Adam Lambert’s AMAs Performance Draws 1,500 Complaints
Of the over 14 million viewers who watched the American Music Awards Sunday night, only 1,500 people called in complaints to ABC following Adam Lambert’s controversial, show-closing performance. According to Reuters, the Federal Communications Commission would not confirm nor deny whether viewers registered complaints with the agency following Lambert’s “For Your Entertainment,” which featured simulated oral sex with a male backup dancer, a brief make-out session with a male keyboardist and a middle finger to the stunned audience. (Read Rob Sheffield’s account of the Full-Frontal Glambgasm.) MTV reports the event pulled in 14.2 million viewers this year, for the awards’ best showing since 2002.
Adam Lambert shocks, Taylor Swift soars: the 2009 AMAs in photos.
ABC also confirmed the network did edit a portion of Lambert’s performance for the West Coast feed, removing the performance’s most controversial moment — “Lambert rubbing the face of a male dancer in his crotch,” Reuters colorfully writes — but Lambert’s kiss with his keyboardist remained in the final cut.

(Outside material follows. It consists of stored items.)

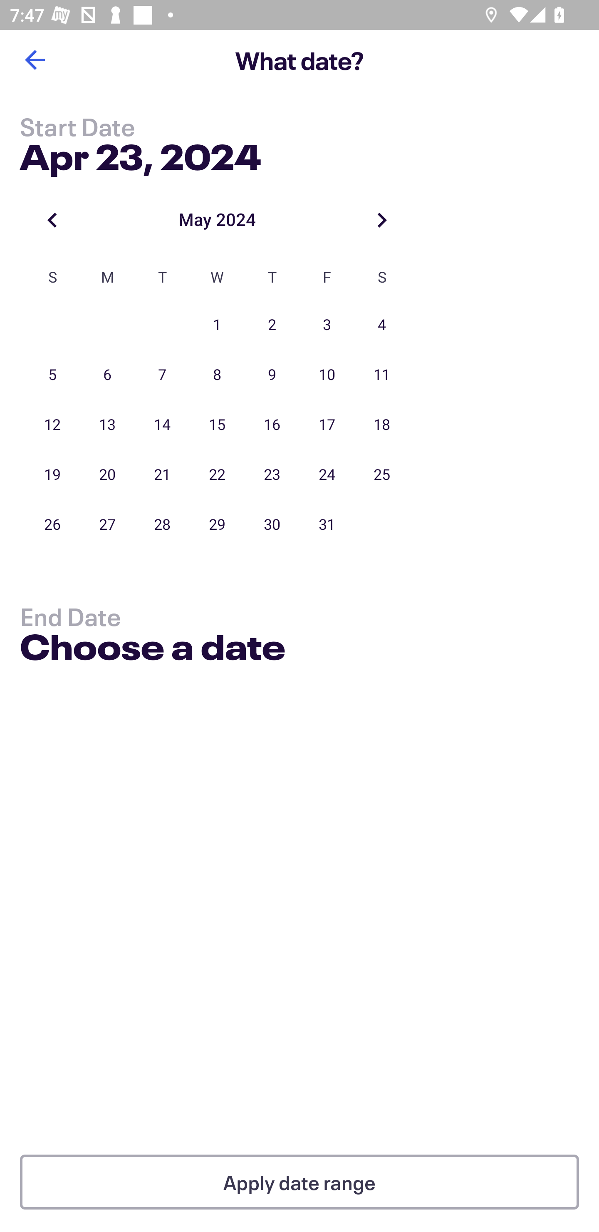 This screenshot has height=1232, width=599. What do you see at coordinates (53, 375) in the screenshot?
I see `5 05 May 2024` at bounding box center [53, 375].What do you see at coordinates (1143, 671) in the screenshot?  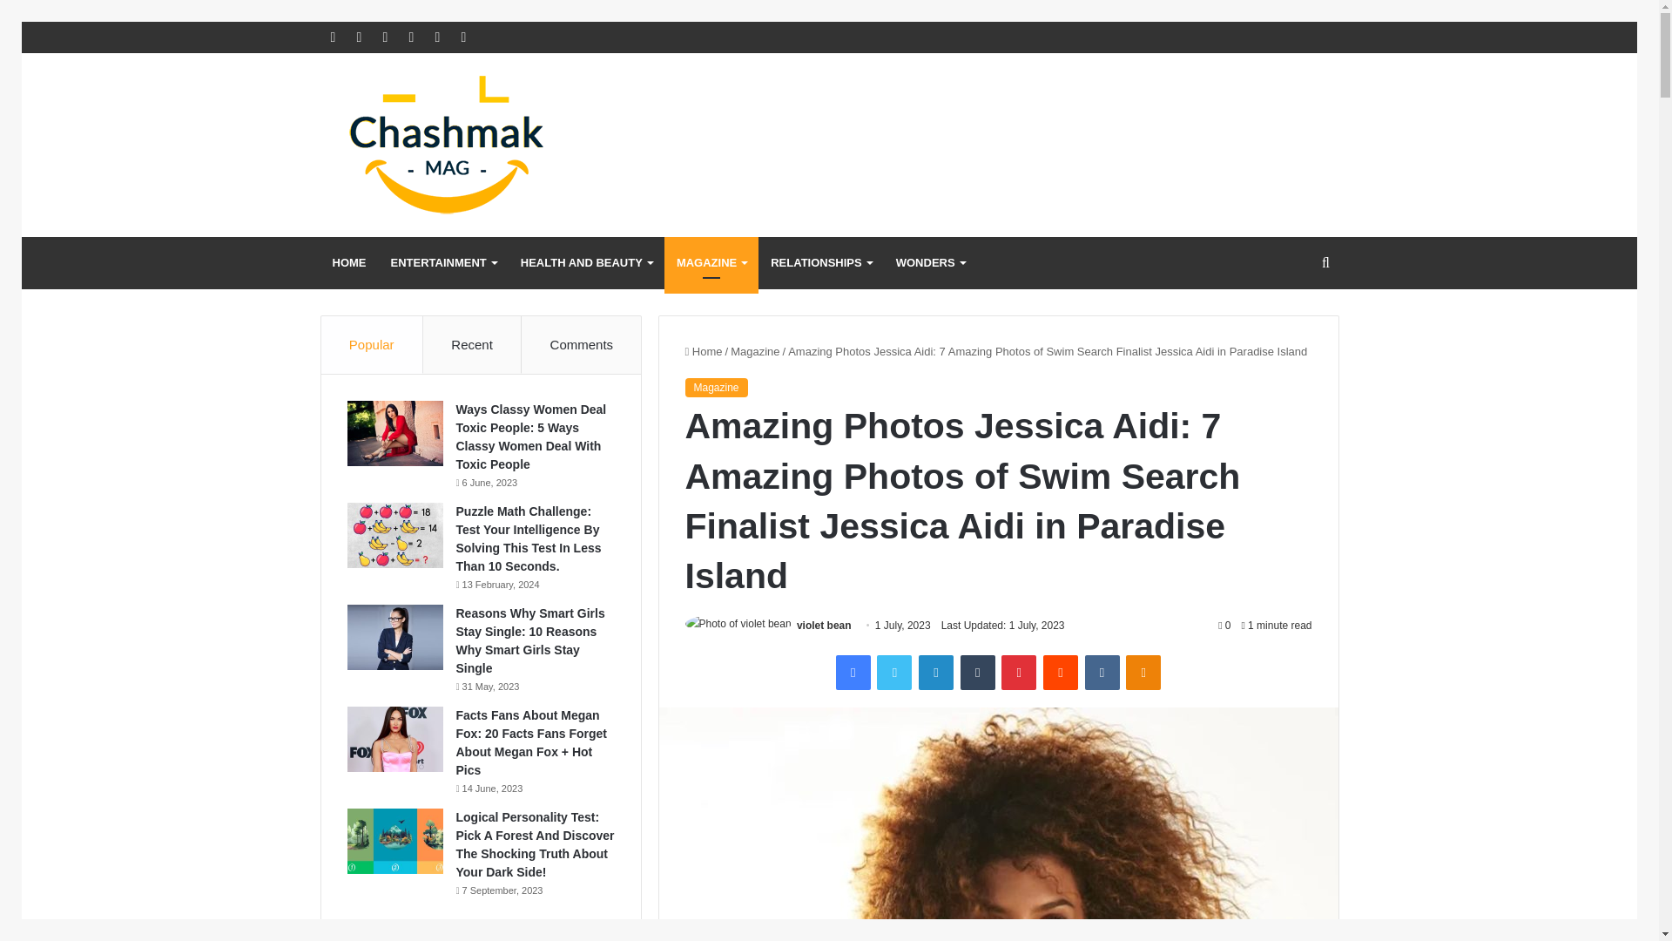 I see `Odnoklassniki` at bounding box center [1143, 671].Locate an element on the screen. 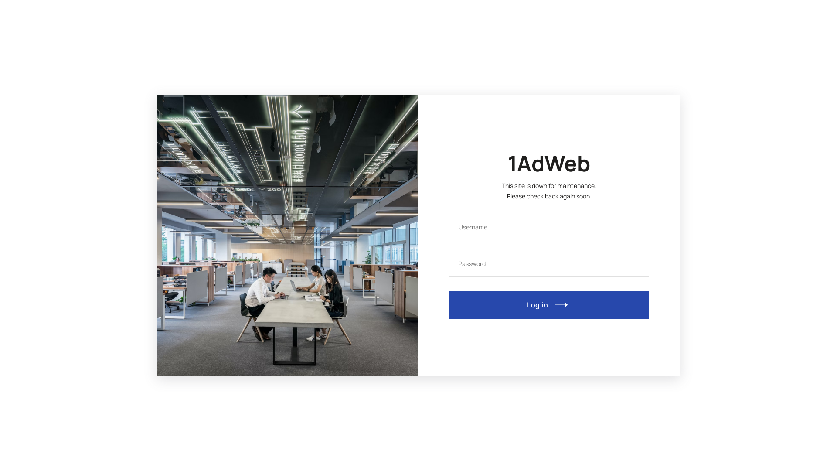 The width and height of the screenshot is (837, 471). Log in is located at coordinates (549, 305).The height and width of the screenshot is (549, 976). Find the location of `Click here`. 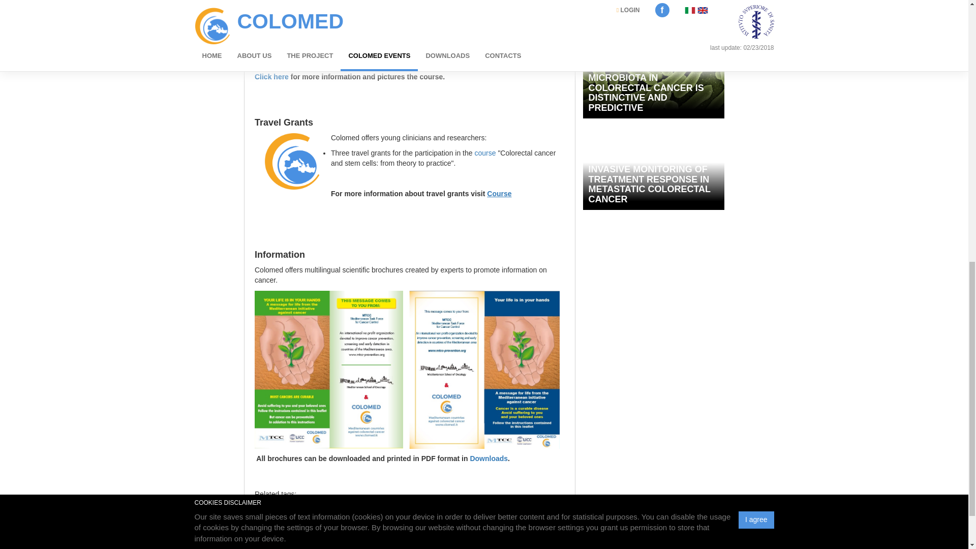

Dick Clark Productions, who produced the AMAs, said in a statement that they “did not expect the impromptu moments” based on Lambert’s pre-show rehearsals.
Infamous crotch-rock moments, from Lambert’s AMAs to “Dick in a Box.”
By comparison, when Justin Timberlake tore open Janet Jackson’s shirt during halftime of Super Bowl XXXVIII, viewers lodged 500,000 complaints — but that’s likely because Nipplegate occurred during prime-time hours during the most-watched televised event of the year. Lambert’s performance went down just before 11 p.m. ET, avoiding the FCC’s rule of no indecent material between the hours of 6-10 p.m., so it appears unlikely that ABC will be fined over Lambert’s performance, even though “For Your Entertainment” was broadcast before 10 p.m. in the Central Time Zone.
Backstage at the AMAs just minutes after closing out the show, Lambert defended his controversial performance to Rolling Stone. “I think that there’s a double standard going on in the entertainment community right now,” Lambert told RS. “Female performers have been doing this for years — pushing the envelope about sexuality — and the minute a man does it, everybody freaks out. We’re in 2009; it’s time to take risks, be a little more brave, time to open people’s eyes and if it offends them, then maybe I’m not for them. My goal was not to piss people off, it was to promote freedom of expression and artistic freedom.”
American Idol’s glam-rock sex god: Lambert in action.